Rand Runco has been a teacher for most of his adult life.
A physical education and outdoor education teacher at Sisters High School for the past 18 years, Runco has also taught basketball for the better part of two decades. The head boys coach at Sisters since 1998, Runco has taken the Outlaws to the state playoffs four times, their most recent appearance coming last season, when Sisters finished 20-6.
This week, though, Runco begins taking on an entirely different type of teaching assignment.
With the blessing of the Sisters School District, Runco, 42, will take a two-month leave of absence this winter to help run a teacher-training program for young women in the country of Nepal in south Asia. Runco, who has been making summer treks to Nepal for the past nine years, has been helping impoverished areas in the country for the past several years after he and fellow Sisters High teacher Mark LaMont established the nonprofit Ten Friends Project.
In addition to helping provide rural Nepalese villages with portable stretchers, water filters and improved sanitation, Ten Friends — which was named after Runco, LaMont, and eight of their buddies who joined the two Sisters teachers in Nepal one summer — has partnered with the Nepal Bhotia Education Community to help women in isolated areas of Nepal become teachers themselves.
“The goal is for each area to have its own teachers,” says Runco.
“Most of the teachers come from Kathmandu,” says Runco, referring to Nepal’s capital and largest city, with a population of some 700,000. “That’s a totally different culture.”
Runco’s relationship with the Himalaya Mountain country began when he was 10.
“My older brother went to Nepal and brought back pictures,” Runco says about his introduction to Nepal. “I was fired up to go.”
In 2001, Runco finally made it to the country he had dreamed about since his childhood. A group of students from Bend and Redmond were planning a trip to Nepal when a chaperon backed out at the last minute. Runco filled in, and a love affair began.
“I fell in love with it,” Runco says about his first trip to Nepal. “I can’t even tell you.”
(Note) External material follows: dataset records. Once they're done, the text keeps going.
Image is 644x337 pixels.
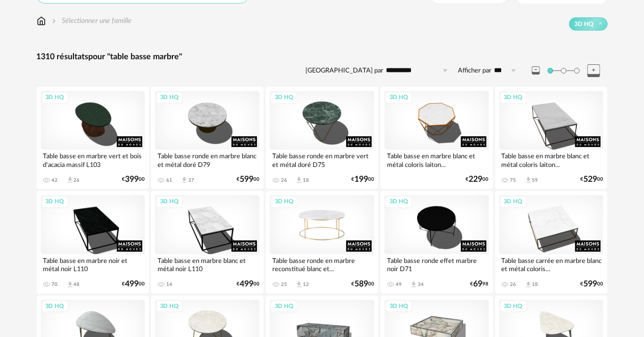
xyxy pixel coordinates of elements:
[410,281,418,288] span: Download icon
[525,176,533,184] span: Download icon
[384,149,489,170] div: Table basse en marbre blanc et métal coloris laiton...
[151,87,263,188] a: 3D HQ Table basse ronde en marbre blanc et métal doré D79 61 Download icon 37 €59900
[37,51,608,62] div: 1310 résultats
[74,281,80,287] div: 48
[385,91,413,104] div: 3D HQ
[50,16,132,26] div: Sélectionner une famille
[67,176,74,184] span: Download icon
[533,281,538,287] div: 18
[396,281,401,287] div: 49
[351,281,375,287] div: € 00
[466,176,489,183] div: € 00
[265,191,379,293] a: 3D HQ Table basse ronde en marbre reconstitué blanc et... 25 Download icon 12 €58900
[302,281,309,287] div: 12
[511,177,517,183] div: 75
[474,281,483,287] span: 69
[469,176,483,183] span: 229
[499,149,604,170] div: Table basse en marbre blanc et métal coloris laiton...
[155,149,260,170] div: Table basse ronde en marbre blanc et métal doré D79
[580,281,603,287] div: € 00
[50,16,58,26] img: svg+xml;base64,PHN2ZyB3aWR0aD0iMTYiIGhlaWdodD0iMTYiIHZpZXdCb3g9IjAgMCAxNiAxNiIgZmlsbD0ibm9uZSIgeG...
[580,176,603,183] div: € 00
[52,281,58,287] div: 70
[499,91,527,104] div: 3D HQ
[74,177,80,183] div: 26
[295,281,302,288] span: Download icon
[156,195,183,208] div: 3D HQ
[166,177,172,183] div: 61
[385,195,413,208] div: 3D HQ
[583,176,597,183] span: 529
[306,67,384,75] label: [GEOGRAPHIC_DATA] par
[125,281,139,287] span: 499
[302,177,309,183] div: 18
[381,87,493,188] a: 3D HQ Table basse en marbre blanc et métal coloris laiton... €22900
[295,176,302,184] span: Download icon
[496,191,608,293] a: 3D HQ Table basse carrée en marbre blanc et métal coloris... 26 Download icon 18 €59900
[351,176,375,183] div: € 00
[37,87,149,188] a: 3D HQ Table basse en marbre vert et bois d'acacia massif L103 42 Download icon 26 €39900
[281,177,287,183] div: 26
[355,281,368,287] span: 589
[41,300,68,313] div: 3D HQ
[151,191,263,293] a: 3D HQ Table basse en marbre blanc et métal noir L110 14 €49900
[381,191,493,293] a: 3D HQ Table basse ronde effet marbre noir D71 49 Download icon 34 €6998
[41,149,146,170] div: Table basse en marbre vert et bois d'acacia massif L103
[496,87,608,188] a: 3D HQ Table basse en marbre blanc et métal coloris laiton... 75 Download icon 59 €52900
[156,300,183,313] div: 3D HQ
[270,195,298,208] div: 3D HQ
[156,91,183,104] div: 3D HQ
[355,176,368,183] span: 199
[166,281,172,287] div: 14
[41,91,68,104] div: 3D HQ
[52,177,58,183] div: 42
[499,254,604,274] div: Table basse carrée en marbre blanc et métal coloris...
[122,281,145,287] div: € 00
[459,67,492,75] label: Afficher par
[511,281,517,287] div: 26
[525,281,533,288] span: Download icon
[265,87,379,188] a: 3D HQ Table basse ronde en marbre vert et métal doré D75 26 Download icon 18 €19900
[418,281,424,287] div: 34
[270,254,375,274] div: Table basse ronde en marbre reconstitué blanc et...
[240,176,253,183] span: 599
[270,91,298,104] div: 3D HQ
[37,16,46,26] img: svg+xml;base64,PHN2ZyB3aWR0aD0iMTYiIGhlaWdodD0iMTciIHZpZXdCb3g9IjAgMCAxNiAxNyIgZmlsbD0ibm9uZSIgeG...
[41,195,68,208] div: 3D HQ
[471,281,489,287] div: € 98
[88,52,183,61] span: pour "table basse marbre"
[237,281,260,287] div: € 00
[270,149,375,170] div: Table basse ronde en marbre vert et métal doré D75
[575,20,595,28] span: 3D HQ
[384,254,489,274] div: Table basse ronde effet marbre noir D71
[188,177,194,183] div: 37
[237,176,260,183] div: € 00
[499,195,527,208] div: 3D HQ
[281,281,287,287] div: 25
[385,300,413,313] div: 3D HQ
[41,254,146,274] div: Table basse en marbre noir et métal noir L110
[240,281,253,287] span: 499
[583,281,597,287] span: 599
[125,176,139,183] span: 399
[67,281,74,288] span: Download icon
[181,176,188,184] span: Download icon
[533,177,538,183] div: 59
[499,300,527,313] div: 3D HQ
[37,191,149,293] a: 3D HQ Table basse en marbre noir et métal noir L110 70 Download icon 48 €49900
[122,176,145,183] div: € 00
[270,300,298,313] div: 3D HQ
[155,254,260,274] div: Table basse en marbre blanc et métal noir L110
Runco returned to Nepal the next several years and got involved in an array of service projects. After seeing an injured climber carried down the mountains in a basket, Runco came back to Central Oregon and helped design an easy-to-move medical stretcher for use in the Himalayas.
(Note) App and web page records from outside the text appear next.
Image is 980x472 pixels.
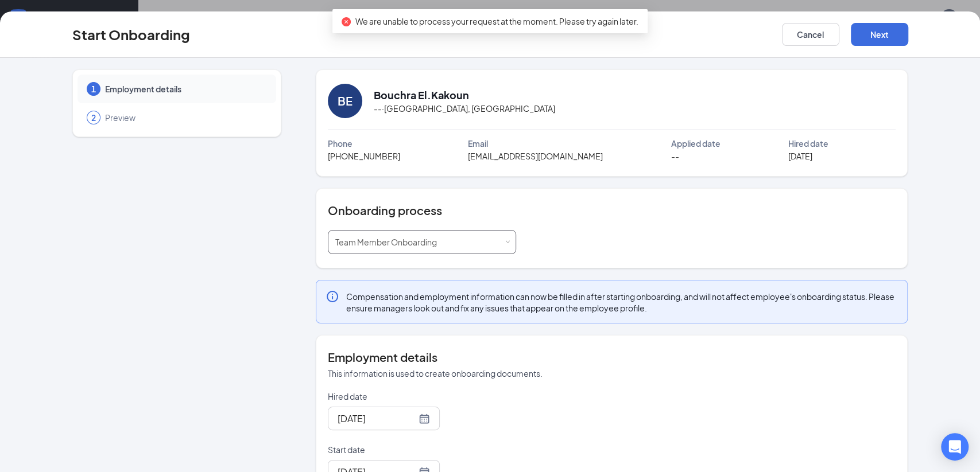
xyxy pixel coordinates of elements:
span: Email [468,137,488,149]
p: Start date [328,444,516,455]
div: Open Intercom Messenger [941,433,969,461]
span: Phone [328,137,353,149]
span: Hired date [788,137,828,149]
span: [DATE] [788,149,812,162]
svg: Info [326,290,339,304]
span: Preview [105,112,265,123]
span: We are unable to process your request at the moment. Please try again later. [355,16,638,26]
span: 2 [91,112,96,123]
span: close-circle [342,17,351,26]
span: [PHONE_NUMBER] [328,149,400,162]
span: Employment details [105,83,265,95]
p: This information is used to create onboarding documents. [328,368,895,379]
div: BE [338,93,353,109]
input: Aug 27, 2025 [338,411,416,426]
span: -- [671,149,679,162]
p: Hired date [328,391,516,402]
span: 1 [91,83,96,95]
button: Next [851,23,908,46]
div: [object Object] [335,231,445,254]
span: -- · [GEOGRAPHIC_DATA], [GEOGRAPHIC_DATA] [374,102,555,115]
span: [EMAIL_ADDRESS][DOMAIN_NAME] [468,149,603,162]
h4: Onboarding process [328,202,895,219]
span: Team Member Onboarding [335,237,437,247]
h2: Bouchra El.Kakoun [374,88,469,102]
span: Applied date [671,137,720,149]
h4: Employment details [328,349,895,365]
h3: Start Onboarding [72,25,190,44]
span: Compensation and employment information can now be filled in after starting onboarding, and will ... [346,291,898,314]
button: Cancel [782,23,839,46]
“We’d go over in the summer after basketball (season) for six or seven weeks and deliver these stretchers to the villages,” Runco says. “Then my buddy Mark LaMont came over and we went to a couple of children’s homes and orphanages and were struck by their living situations.”
Ten Friends was born, and soon Runco and LaMont were raising money to install water filters in orphanages and to build more sanitary wells and community bathrooms.
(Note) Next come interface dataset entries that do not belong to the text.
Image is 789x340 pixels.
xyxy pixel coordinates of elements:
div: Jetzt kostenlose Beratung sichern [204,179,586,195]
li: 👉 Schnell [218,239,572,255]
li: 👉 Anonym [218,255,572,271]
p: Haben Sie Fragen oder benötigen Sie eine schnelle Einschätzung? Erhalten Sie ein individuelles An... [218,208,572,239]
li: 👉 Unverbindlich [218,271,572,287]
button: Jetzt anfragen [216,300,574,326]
The more time Runco and LaMont spent in Nepal, the more relationships they built, which led to their most recent — and possibly most important — project.
“Our Nepalese friends began talking about the need for better education,” Runco says. “They were frustrated with their teachers. Some (teachers) would come (to the villages) only half the time. Others had problems with alcohol.
“We asked what they need and they said they needed their own teachers. People from outside the village don’t understand the culture, the religion, the crops they grow.”
Despite all their progress, Runco and LaMont felt like they were just scratching the surface with their summer visits. To help nurture the projects of Ten Friends, LaMont took all of last year off from teaching and spent his time in Nepal.
“It was very slow to implement progress in the summer,” Runco says. “With Mark over there last year, they made huge progress.”
Seeing the steps Ten Friends took with LaMont abroad last year, Runco says he felt like he couldn’t just wait until the summer to help out either. But the thought of missing basketball season was painful.
“I really struggled with the decision,” Runco says. “I love hoops. I think the last time I wasn’t involved in a basketball season was the third grade.
“I went to the administration, (Sisters principal) Bob Macauley and (athletic director) Mary Flande and said, ‘What do you think about a potential sabbatical?’ They said, ‘Great.’ ”
Jake Rothauge, who played point guard for Runco at Sisters High a decade ago, has taken over as coach of the Outlaws for the 2008-09 season.
“It worked out perfect,” Runco says about Rothauge guiding the varsity program this season. “Leaving hoops, I had to think deep for that one. But leaving it (in Rothauge’s) hands, I felt pretty good about it.”
So this Wednesday, Runco will travel by plane into the northeastern part of Nepal. At times Mount Everest, the world’s tallest mountain, will be less than 60 miles away. He says that a few of the most remote villages he will visit are accessible only by foot, some a 10-day walk from where he will be dropped off.
Runco is prepared for it all. He’s been itching to return to Nepal since his last visit, energized by LaMont’s success over the previous year. Their nonprofit has the chance to improve not just the lives of the girls it is trying to educate, but entire villages.
But once a coach, always a coach.
“What’s going to drive me crazy is keeping track of hoops,” Runco says. “We’ve got the biggest team in school history. … I hope all goes well and the Outlaws keep winning. I’ll be back in March; I hope to watch them at (the Class 4A state tournament at Oregon State University’s) Gill Coliseum.”